The sophisticated and preferred way to eliminate unnecessary database related waiting is to use a profiler to find out the exact time spent in each method and each object. But, there is a brute force method that you may find useful if, like me, you do not want to spend a long time setting up the profiler and reading the manual for VisualVM. Simply put, if you send ten requests to your app and take ten thread dumps and then four out of ten are in the same method, you have found the likely bottleneck.
Once you’ve found the problem, there are a couple of potential solutions.
Solution 1: Caching
Caching is one amazing way to avoid sending requests to the slow (and potentially unnecessary) bottleneck that is the database. Especially when it comes to objects that do not experience a lot of modification.

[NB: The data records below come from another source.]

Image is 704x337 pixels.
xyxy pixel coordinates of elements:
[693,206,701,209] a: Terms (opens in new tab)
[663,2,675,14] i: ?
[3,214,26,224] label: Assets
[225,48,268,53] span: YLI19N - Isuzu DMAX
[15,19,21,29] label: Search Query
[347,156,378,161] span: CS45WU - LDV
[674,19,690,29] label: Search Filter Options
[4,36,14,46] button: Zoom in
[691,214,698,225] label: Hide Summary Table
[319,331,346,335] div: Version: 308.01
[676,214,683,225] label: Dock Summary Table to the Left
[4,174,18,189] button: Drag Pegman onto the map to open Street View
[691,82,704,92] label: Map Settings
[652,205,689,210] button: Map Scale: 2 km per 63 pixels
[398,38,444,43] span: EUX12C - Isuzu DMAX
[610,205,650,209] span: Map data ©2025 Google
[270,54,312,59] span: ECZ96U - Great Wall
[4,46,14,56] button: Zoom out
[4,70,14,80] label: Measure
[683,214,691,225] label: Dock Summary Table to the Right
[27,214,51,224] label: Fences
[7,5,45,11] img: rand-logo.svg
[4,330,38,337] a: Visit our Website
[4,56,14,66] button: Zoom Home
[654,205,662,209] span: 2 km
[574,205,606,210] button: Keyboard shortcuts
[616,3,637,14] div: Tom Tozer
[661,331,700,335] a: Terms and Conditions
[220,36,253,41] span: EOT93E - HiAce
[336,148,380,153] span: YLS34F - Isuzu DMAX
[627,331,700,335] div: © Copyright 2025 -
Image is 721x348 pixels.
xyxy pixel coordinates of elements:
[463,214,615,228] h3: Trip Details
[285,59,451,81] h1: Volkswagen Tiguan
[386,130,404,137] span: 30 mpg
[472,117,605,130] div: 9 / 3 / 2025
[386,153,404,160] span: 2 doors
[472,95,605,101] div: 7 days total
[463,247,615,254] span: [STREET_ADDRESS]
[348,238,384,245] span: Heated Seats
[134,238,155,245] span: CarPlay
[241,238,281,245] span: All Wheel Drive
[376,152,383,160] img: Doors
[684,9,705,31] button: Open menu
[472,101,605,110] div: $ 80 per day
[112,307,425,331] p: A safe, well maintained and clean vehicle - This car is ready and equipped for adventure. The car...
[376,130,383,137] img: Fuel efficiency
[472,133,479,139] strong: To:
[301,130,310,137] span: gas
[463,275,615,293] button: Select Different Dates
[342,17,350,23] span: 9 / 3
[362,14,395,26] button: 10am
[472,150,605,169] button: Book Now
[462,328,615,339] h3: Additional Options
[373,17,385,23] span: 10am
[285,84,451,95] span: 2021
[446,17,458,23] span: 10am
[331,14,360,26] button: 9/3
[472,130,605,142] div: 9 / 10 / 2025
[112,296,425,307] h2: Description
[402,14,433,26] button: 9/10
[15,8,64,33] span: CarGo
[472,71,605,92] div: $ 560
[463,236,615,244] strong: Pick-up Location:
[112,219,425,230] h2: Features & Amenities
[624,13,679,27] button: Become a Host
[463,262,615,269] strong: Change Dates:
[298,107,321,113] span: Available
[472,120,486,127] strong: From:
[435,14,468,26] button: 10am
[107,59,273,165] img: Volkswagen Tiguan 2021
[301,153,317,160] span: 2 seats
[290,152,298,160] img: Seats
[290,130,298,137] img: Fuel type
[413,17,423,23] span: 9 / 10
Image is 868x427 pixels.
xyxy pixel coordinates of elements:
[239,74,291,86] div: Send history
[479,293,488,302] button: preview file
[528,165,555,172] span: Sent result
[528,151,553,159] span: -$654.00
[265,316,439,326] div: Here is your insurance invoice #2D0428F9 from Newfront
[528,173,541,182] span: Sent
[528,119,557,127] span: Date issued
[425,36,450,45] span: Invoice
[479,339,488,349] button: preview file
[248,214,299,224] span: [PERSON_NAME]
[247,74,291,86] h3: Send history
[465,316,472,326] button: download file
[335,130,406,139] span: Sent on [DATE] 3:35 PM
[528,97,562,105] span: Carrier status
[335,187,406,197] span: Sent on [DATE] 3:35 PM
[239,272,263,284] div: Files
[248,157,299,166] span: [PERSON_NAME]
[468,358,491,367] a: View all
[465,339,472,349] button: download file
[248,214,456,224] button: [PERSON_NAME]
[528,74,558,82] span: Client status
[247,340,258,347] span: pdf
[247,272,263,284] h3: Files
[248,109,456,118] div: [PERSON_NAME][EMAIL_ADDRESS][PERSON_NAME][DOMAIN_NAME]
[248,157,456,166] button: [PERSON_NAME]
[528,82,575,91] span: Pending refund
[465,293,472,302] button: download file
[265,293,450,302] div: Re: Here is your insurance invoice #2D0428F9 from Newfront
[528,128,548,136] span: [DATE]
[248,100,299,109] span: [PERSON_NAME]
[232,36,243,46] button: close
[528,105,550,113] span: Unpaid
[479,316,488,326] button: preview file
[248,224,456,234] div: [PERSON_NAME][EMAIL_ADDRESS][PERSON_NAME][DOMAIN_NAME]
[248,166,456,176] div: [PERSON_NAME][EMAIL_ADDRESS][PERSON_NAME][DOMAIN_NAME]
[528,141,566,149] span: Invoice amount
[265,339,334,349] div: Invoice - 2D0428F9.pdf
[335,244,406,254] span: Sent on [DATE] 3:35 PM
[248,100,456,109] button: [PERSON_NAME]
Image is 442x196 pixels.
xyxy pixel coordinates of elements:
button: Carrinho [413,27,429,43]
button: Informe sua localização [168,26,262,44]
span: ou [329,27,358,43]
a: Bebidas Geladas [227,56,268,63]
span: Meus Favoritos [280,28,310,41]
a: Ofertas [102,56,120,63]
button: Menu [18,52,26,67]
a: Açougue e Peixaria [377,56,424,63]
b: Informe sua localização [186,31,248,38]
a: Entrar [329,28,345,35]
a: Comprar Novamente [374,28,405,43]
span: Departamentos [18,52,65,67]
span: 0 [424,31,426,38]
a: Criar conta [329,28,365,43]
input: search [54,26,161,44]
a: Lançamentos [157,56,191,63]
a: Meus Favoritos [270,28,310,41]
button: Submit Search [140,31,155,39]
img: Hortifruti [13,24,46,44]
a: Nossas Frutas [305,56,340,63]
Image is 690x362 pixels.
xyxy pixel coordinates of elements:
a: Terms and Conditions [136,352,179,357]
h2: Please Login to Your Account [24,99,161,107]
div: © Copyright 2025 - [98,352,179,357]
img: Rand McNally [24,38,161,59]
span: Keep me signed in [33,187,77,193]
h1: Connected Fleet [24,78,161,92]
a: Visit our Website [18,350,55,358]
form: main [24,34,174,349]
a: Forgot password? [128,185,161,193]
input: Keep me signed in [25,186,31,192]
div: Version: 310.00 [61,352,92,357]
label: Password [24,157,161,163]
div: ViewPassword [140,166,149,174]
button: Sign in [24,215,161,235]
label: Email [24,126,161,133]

Here is some example code that will keep a local cache using the CacheBuilder tools made available by our friends at Google:
LoadingCache<Key, Graph> graphs = CacheBuilder.newBuilder() .maximumSize(1000) .expireAfterWrite(10, TimeUnit.MINUTES) .removalListener(MY_LISTENER) .build(new CacheLoader<Key, Graph>() { public Graph load(Key key) throws AnyException { return createExpensiveGraph(key); } });
Solution 2: Joins in queries
An often overlooked solution to a lot of database call performance problems is to apply a CPM/PERT project-management approach to things. In other words, figure out all the tasks that take place in the application and find the dependencies between them. This will help you find a critical path in the application which you can then focus on optimizing.
For example, instead of going back and forth with calls to your database, use joins to replace loops where possible. This is not a “one size fits all” solution, but in our code, I was able to find a lot of instances where this made a difference.
Consider a schema where an employee belongs to an organizational department. You want to find out the sum of all the salaries of all employees in a particular department. You run a query such as the following:
select employee from department where department.name = “accounts”
Then you loop over this dataset that is returned by doing something like this:
sum = 0 for each employee_selected sum + = select sum(employee.salary) from employee where employee.id = employee_selected.id
While that is a valid approach, it could be optimized by using a join instead of a loop like this:
select sum(employee.salary) from employee join department on employee.departmentId = department.departmentId where department.name = “accounts”
Adding a join below the select may seem counterintuitive to database theory, but the outcome is that the code only makes a single round trip to the database instead of many (possibly thousands).
Solution 3: Compression
This is primarily for cases where we end up with a large amount of data that is returned as a query result. If using the useCompression=true URL parameter for MySQL, we can now trade in smaller network payload for a slightly increased CPU consumption. Given that the network is slower than the CPU, usually find faster returns from the database, thereby having better performance.
Hopefully this post has provided you with useful tips and tricks on how to avoid bottlenecks in Java applications. I tried to list a few places where I have identified code performance issues in my experience at IAS. This list is in no way exhaustive, nor is it always the best way to approach every problem. However, taking these small, non-intrusive steps has often helped me to achieve big results. I hope these steps help do the same for you.